As the economic crisis escalates and the debt-based central banking system shows it can no longer re-inflate the bubble by creating assets out of thin air, an economic and political rationale for war is easy to come by; for if the Keynesian doctrine that government spending is the only way to lift us out of an economic depression is true, then surely military expenditures are the quickest way to inject “life” into a failing system. This doesn’t work, economically, since the crisis is only maksed by the wartime atmosphere of emergency and “temporary” privation. Politically, however, it is a lifesaver for our ruling elite, which is at pains to deflect blame away from itself and on to some “foreign” target.

It’s the oldest trick in the book, and it’s being played out right before our eyes, as the U.S. prepares to send even more troops to the Afghan front and is threatening Iran with draconian economic sanctions, a step or two away from outright war.

A looming economic depression and the horrific prospect of another major war – the worst-case scenario seems to be unfolding, like a recurring nightmare …

Forecaster Celente has identified several bubbles, the latest being the “bailout bubble,” slated to pop at any time, yet there may be another bubble to follow what Celente calls “the mother of all bubbles,” one that will implode with a resounding crash heard ’round the world – the bubble of empire.

Our current foreign policy of global hegemonism and unbridled aggression is simply not sustainable, not when we are on the verge of becoming what we used to call a Third World country, one that is bankrupt and faces the prospect of a radical lowering of living standards. Unless, of course, the “crisis” atmosphere can be sustained almost indefinitely.

George W. Bush had 9/11 to fall back on, but that song is getting older every time they play it. Our new president needs to come up with an equivalent, one that will divert our attention away from Goldman Sachs and toward some overseas enemy who is somehow to be held responsible for our present predicament.

It is said that FDR’s New Deal didn’t get us out of the Great Depression, but World War II did. The truth is that, in wartime, when people are expected to sacrifice for the duration of the “emergency,” economic problems are anesthetized out of existence by liberal doses of nationalist chest-beating and moral righteousness.
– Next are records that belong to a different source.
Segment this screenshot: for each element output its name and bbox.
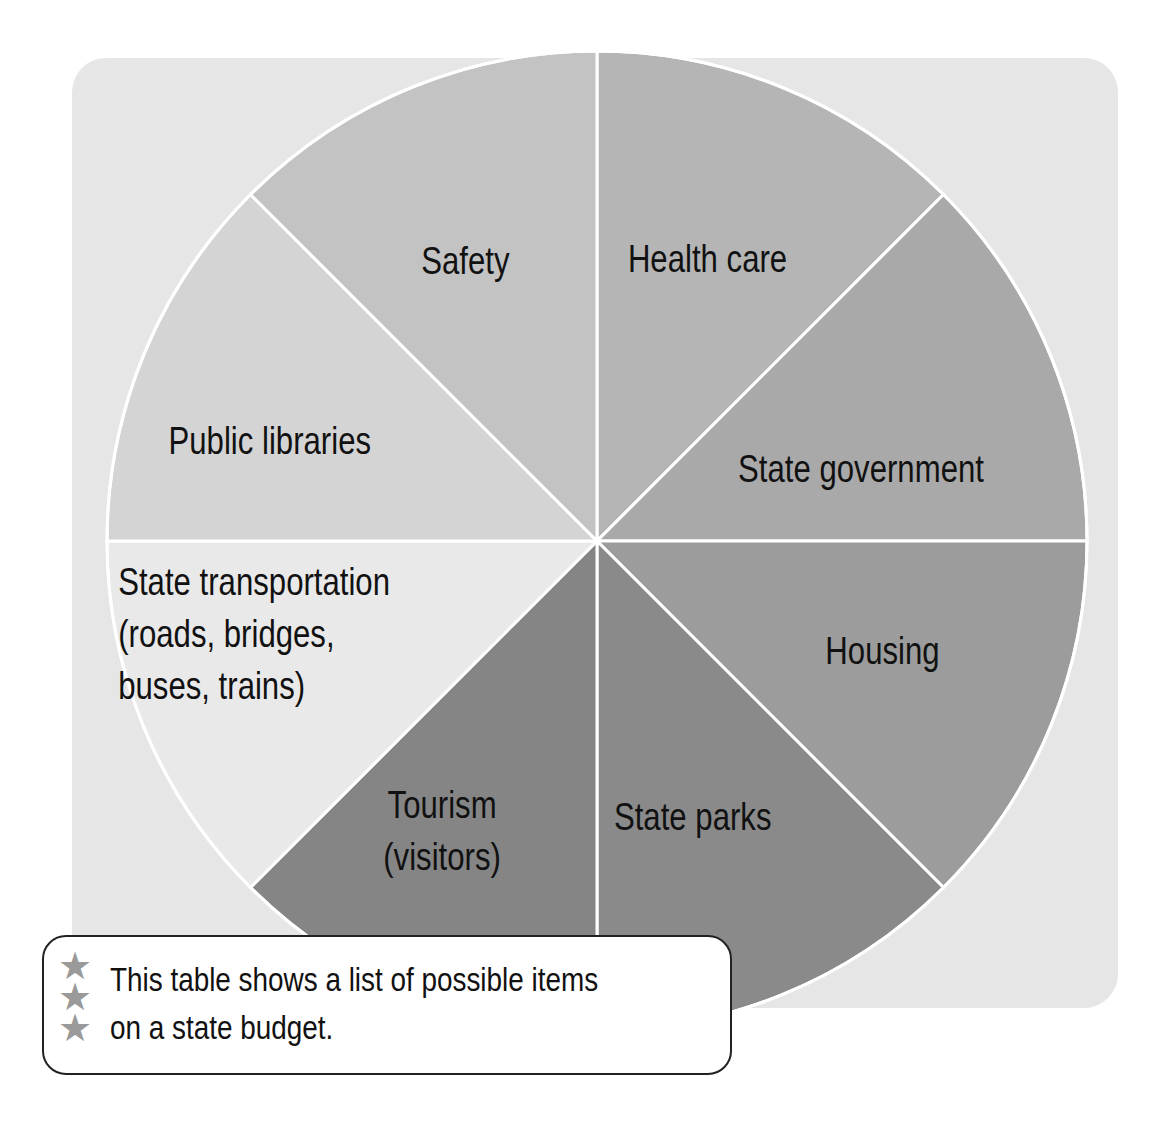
star-icon: ★ [58,1013,98,1044]
slice-label-line: Housing [825,630,939,672]
slice-label-line: (roads, bridges, [118,613,334,655]
caption-text: This table shows a list of possible item… [110,955,598,1051]
slice-label-line: Tourism [388,784,497,826]
slice-label-line: (visitors) [383,836,501,878]
slice-label: Safety [421,240,510,282]
slice-label-line: buses, trains) [118,665,305,707]
slice-label-line: State transportation [118,561,390,603]
slice-label: State government [738,448,984,490]
slice-label-line: State parks [614,796,772,838]
slice-label: State parks [614,796,772,838]
slice-label-line: State government [738,448,984,490]
pie-slices [107,51,1087,1031]
star-icons: ★ ★ ★ [58,951,98,1044]
slice-label-line: Public libraries [169,420,372,462]
slice-label: Health care [628,238,787,280]
caption-line: on a state budget. [110,1003,598,1051]
slice-label-line: Safety [421,240,510,282]
slice-label: Housing [825,630,939,672]
slice-label-line: Health care [628,238,787,280]
caption-box: ★ ★ ★ This table shows a list of possibl… [42,935,732,1075]
caption-line: This table shows a list of possible item… [110,955,598,1003]
slice-label: Public libraries [169,420,372,462]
Shortages and plunging living standards were masked by a wartime rationing system and greatly lowered expectations. And just as World War II inured us to the economic ravages wrought by our thieving elites, so World War III will provide plenty of cover for a virtual takeover of all industry by the government and the demonization of all political opposition as “terrorist”.

An impossible science-fictional scenario? Or a reasonable projection of present trends? Celente, whose record of predictions is impressive, to say the least, sees war with Iran as the equivalent of World War III, with economic, social, and political consequences that will send what is left of our empire into a tailspin. This is the popping of the “hyperpower” bubble, the conceit that we – the last superpower left standing – will somehow defy history and common sense and avoid the fate of all empires: decline and fall.

I certainly hope Faber and Calente are wrong. But they are both very smart guys who have been right on many of their forecasts for decades. Even when their predictions have been viewed as extremely controversial at the time, many of them have turned out to be right.”